Nuclear energy watchdog group Alliance for Nuclear Responsibility has released comments in response to a request for public input on a proposed Nuclear Regulatory Commission (NRC) policy that would allow nuclear plants to store used nuclear fuel on site for between 60 and 300 years. The document in question is an Environmental Impact Statement for the NRC’s “Waste Confidence Decision.”
In a memo quoted by the Alliance, the NRC claims to have conducted extensive outreach on its initial plan to allow the continued storage of radioactive waste at three locations along California’s coast, meeting with “the public, State, local, and tribal governments, industry, and international counterparts.” The environmental statement addresses impacts “from approximately the years 2050 to 2250.”
“The key failing of the NRC is their assumption that the NRC’s Waste Confidence Decision and rule is itself a fait accompli,” says the Alliance. They argue that the decision to allow long-term storage of radioactive material itself should be in question, not just the method by which it will happen, asking “What makes the agency assume that leaving the waste on our seismically active shores is a viable concept for even 60 years, let alone hundreds? At what point in the process that led up to this meeting were any residents or ratepayers in California consulted regarding this matter?”
The Alliance also points out that the report was initially prepared before this year’s Fukushima disaster, the full impact of which is still being discovered and should be considered in any future policy implementation.
Further, the matter of creating, maintaining, and paying for storage facilities has always been a difficult one. The Alliance notes that nuclear facilities have experienced significant cost overruns in the past, which utilities have forced upon ratepayers. And storage of existing radioactive materials, let alone those that will continue to be produced if the state’s two nuclear facilities remain active past their current decommissioning dates (both are applying for license extensions) is also an issue. At the Diablo Canyon facility on the central coast, spent fuel pools originally designed to hold 270 spent fuel assemblies now hold 1,324, according to the Alliance, who says that Pacific Gas & Electric, the plant’s owner, “has no plans to reduce inventory to original design.”
The Alliance’s statement concludes with a request for the NRC to scrap its waste storage plans entirely, starting from square one. They want considerations to be given to the recent events in Japan, as well as the earthquake-prone nature of the west coast and the potential for significant shifts in the shape of the coastline where the power plants/storage sites are located over the next 250 years.
Nuclear energy watchdog group Alliance for Nuclear Responsibility has released comments in response to a request for public input on a proposed Nuclear Regulatory Commission (NRC) policy that would allow nuclear plants to store used nuclear fuel on site for between 60 and 300 years. The document in question is an Environmental Impact Statement for the NRC’s “Waste Confidence Decision.”
In a memo quoted by the Alliance, the NRC claims to have conducted extensive outreach on its initial plan to allow the continued storage of radioactive waste at three locations along California’s coast, meeting with “the public, State, local, and tribal governments, industry, and international counterparts.” The environmental statement addresses impacts “from approximately the years 2050 to 2250.”
“The key failing of the NRC is their assumption that the NRC’s Waste Confidence Decision and rule is itself a fait accompli,” says the Alliance. They argue that the decision to allow long-term storage of radioactive material itself should be in question, not just the method by which it will happen, asking “What makes the agency assume that leaving the waste on our seismically active shores is a viable concept for even 60 years, let alone hundreds? At what point in the process that led up to this meeting were any residents or ratepayers in California consulted regarding this matter?”
The Alliance also points out that the report was initially prepared before this year’s Fukushima disaster, the full impact of which is still being discovered and should be considered in any future policy implementation.
Further, the matter of creating, maintaining, and paying for storage facilities has always been a difficult one. The Alliance notes that nuclear facilities have experienced significant cost overruns in the past, which utilities have forced upon ratepayers. And storage of existing radioactive materials, let alone those that will continue to be produced if the state’s two nuclear facilities remain active past their current decommissioning dates (both are applying for license extensions) is also an issue. At the Diablo Canyon facility on the central coast, spent fuel pools originally designed to hold 270 spent fuel assemblies now hold 1,324, according to the Alliance, who says that Pacific Gas & Electric, the plant’s owner, “has no plans to reduce inventory to original design.”
The Alliance’s statement concludes with a request for the NRC to scrap its waste storage plans entirely, starting from square one. They want considerations to be given to the recent events in Japan, as well as the earthquake-prone nature of the west coast and the potential for significant shifts in the shape of the coastline where the power plants/storage sites are located over the next 250 years.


• _Task objective_
Please copy exactly the lines from the top of the data through the line containing "The height and width of the screenshot is (517, 1159).", and nothing else.

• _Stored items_
#####

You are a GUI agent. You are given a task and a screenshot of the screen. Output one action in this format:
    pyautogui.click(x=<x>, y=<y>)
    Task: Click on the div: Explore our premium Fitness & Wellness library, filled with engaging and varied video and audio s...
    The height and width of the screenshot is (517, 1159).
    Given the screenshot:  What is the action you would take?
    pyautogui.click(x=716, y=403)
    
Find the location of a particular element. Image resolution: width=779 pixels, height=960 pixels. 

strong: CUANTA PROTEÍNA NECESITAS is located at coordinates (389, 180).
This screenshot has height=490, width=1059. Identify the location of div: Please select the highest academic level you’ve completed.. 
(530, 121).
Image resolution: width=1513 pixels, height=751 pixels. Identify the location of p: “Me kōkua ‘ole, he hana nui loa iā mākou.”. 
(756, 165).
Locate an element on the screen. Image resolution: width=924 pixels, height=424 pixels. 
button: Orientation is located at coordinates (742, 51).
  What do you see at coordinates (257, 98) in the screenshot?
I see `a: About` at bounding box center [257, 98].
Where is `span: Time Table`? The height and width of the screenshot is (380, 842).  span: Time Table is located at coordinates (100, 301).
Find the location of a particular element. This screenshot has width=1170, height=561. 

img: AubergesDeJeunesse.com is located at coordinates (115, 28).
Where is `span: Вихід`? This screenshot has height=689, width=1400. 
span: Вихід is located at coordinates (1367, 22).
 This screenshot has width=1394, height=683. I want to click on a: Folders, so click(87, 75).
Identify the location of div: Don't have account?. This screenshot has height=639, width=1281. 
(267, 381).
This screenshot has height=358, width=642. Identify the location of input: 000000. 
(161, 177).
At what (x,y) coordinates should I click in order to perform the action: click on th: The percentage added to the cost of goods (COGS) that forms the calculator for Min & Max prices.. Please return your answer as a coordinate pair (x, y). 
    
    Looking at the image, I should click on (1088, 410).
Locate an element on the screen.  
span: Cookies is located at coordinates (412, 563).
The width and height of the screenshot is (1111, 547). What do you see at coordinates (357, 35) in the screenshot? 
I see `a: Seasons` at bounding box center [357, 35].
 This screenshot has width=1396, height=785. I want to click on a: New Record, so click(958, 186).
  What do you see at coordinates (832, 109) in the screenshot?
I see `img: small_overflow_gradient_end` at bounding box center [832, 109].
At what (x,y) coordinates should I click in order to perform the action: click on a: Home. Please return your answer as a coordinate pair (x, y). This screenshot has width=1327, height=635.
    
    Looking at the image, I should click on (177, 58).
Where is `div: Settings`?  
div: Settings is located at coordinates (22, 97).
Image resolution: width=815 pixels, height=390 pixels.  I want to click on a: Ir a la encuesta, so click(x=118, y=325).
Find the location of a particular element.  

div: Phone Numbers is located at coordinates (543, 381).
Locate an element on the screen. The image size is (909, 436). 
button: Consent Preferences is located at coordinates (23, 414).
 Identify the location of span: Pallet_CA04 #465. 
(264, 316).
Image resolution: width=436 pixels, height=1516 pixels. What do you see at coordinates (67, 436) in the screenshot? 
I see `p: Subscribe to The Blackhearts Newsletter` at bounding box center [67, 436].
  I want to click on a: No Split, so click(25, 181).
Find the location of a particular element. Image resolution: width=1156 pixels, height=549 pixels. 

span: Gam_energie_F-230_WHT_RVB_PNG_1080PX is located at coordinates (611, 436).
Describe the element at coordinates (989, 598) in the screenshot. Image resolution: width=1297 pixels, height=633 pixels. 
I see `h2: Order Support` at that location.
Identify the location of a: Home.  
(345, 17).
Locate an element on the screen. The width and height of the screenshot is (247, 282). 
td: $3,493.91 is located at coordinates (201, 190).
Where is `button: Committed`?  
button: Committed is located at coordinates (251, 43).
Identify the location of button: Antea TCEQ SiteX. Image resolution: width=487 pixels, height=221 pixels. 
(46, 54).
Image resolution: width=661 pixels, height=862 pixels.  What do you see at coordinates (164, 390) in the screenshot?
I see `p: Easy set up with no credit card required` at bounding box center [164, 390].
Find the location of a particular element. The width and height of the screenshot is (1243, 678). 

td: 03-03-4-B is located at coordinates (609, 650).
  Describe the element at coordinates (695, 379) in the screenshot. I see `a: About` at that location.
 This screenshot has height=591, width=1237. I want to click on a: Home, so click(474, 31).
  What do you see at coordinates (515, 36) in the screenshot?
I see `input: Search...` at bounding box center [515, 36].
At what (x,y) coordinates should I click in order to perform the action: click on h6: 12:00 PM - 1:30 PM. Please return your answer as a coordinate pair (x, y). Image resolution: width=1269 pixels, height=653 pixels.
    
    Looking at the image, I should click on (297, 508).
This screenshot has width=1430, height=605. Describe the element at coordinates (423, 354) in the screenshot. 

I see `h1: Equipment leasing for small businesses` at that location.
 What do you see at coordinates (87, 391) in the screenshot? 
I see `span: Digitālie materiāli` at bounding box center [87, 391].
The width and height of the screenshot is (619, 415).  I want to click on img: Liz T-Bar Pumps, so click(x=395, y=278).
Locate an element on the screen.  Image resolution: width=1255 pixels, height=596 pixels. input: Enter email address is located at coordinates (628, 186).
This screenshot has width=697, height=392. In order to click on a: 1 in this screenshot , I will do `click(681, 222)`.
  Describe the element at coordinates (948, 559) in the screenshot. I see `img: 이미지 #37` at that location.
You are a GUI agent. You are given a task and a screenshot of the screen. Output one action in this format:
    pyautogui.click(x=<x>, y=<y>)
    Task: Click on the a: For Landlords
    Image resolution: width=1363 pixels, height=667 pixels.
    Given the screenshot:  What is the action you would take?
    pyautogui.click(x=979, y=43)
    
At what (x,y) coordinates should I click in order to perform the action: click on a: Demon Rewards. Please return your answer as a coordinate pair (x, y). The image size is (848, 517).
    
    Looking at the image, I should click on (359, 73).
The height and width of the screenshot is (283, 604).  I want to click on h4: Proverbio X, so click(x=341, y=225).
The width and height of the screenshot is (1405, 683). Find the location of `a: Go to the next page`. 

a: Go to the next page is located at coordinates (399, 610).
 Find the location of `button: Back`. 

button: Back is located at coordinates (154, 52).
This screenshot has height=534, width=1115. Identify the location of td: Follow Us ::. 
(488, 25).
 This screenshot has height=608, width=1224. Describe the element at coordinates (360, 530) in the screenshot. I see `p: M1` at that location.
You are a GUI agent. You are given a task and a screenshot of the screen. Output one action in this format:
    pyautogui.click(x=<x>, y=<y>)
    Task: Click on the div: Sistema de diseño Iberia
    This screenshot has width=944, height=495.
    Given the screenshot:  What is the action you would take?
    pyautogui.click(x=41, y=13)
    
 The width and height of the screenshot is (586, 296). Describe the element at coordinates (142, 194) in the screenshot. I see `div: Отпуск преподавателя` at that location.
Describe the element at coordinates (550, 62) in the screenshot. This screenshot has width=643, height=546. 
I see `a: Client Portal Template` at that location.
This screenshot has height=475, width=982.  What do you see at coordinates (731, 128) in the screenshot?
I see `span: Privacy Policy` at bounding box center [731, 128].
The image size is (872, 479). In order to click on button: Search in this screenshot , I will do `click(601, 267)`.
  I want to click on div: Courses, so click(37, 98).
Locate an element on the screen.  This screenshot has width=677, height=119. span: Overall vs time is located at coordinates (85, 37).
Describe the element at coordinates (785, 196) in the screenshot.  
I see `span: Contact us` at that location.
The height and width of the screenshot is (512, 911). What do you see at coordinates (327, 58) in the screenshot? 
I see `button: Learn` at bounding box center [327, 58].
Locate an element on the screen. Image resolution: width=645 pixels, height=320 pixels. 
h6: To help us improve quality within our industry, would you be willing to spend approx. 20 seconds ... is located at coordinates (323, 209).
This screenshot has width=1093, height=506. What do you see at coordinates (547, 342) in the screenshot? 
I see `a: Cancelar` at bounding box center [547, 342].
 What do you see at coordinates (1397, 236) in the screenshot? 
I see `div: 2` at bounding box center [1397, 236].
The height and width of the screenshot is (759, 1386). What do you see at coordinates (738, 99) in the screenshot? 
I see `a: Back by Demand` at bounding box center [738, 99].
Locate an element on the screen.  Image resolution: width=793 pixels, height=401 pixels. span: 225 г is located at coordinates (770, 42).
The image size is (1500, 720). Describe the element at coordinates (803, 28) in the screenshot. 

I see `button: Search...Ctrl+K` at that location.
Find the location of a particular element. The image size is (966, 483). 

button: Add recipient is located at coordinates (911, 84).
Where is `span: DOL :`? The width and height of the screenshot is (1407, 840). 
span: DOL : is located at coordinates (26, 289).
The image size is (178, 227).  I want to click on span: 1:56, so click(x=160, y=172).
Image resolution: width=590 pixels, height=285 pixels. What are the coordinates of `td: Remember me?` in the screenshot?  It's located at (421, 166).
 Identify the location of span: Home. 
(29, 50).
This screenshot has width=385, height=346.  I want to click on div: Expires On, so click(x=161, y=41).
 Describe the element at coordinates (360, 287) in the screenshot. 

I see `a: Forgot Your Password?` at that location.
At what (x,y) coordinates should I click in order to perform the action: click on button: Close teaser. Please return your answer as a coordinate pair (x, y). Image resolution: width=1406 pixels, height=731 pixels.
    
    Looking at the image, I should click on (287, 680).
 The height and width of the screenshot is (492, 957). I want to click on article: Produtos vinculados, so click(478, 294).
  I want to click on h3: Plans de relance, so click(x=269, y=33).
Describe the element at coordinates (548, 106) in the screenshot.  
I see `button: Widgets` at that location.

#####

• _Task answer_
You are a GUI agent. You are given a task and a screenshot of the screen. Output one action in this format:
    pyautogui.click(x=<x>, y=<y>)
    Task: Click on the div: Explore our premium Fitness & Wellness library, filled with engaging and varied video and audio s...
    The height and width of the screenshot is (517, 1159).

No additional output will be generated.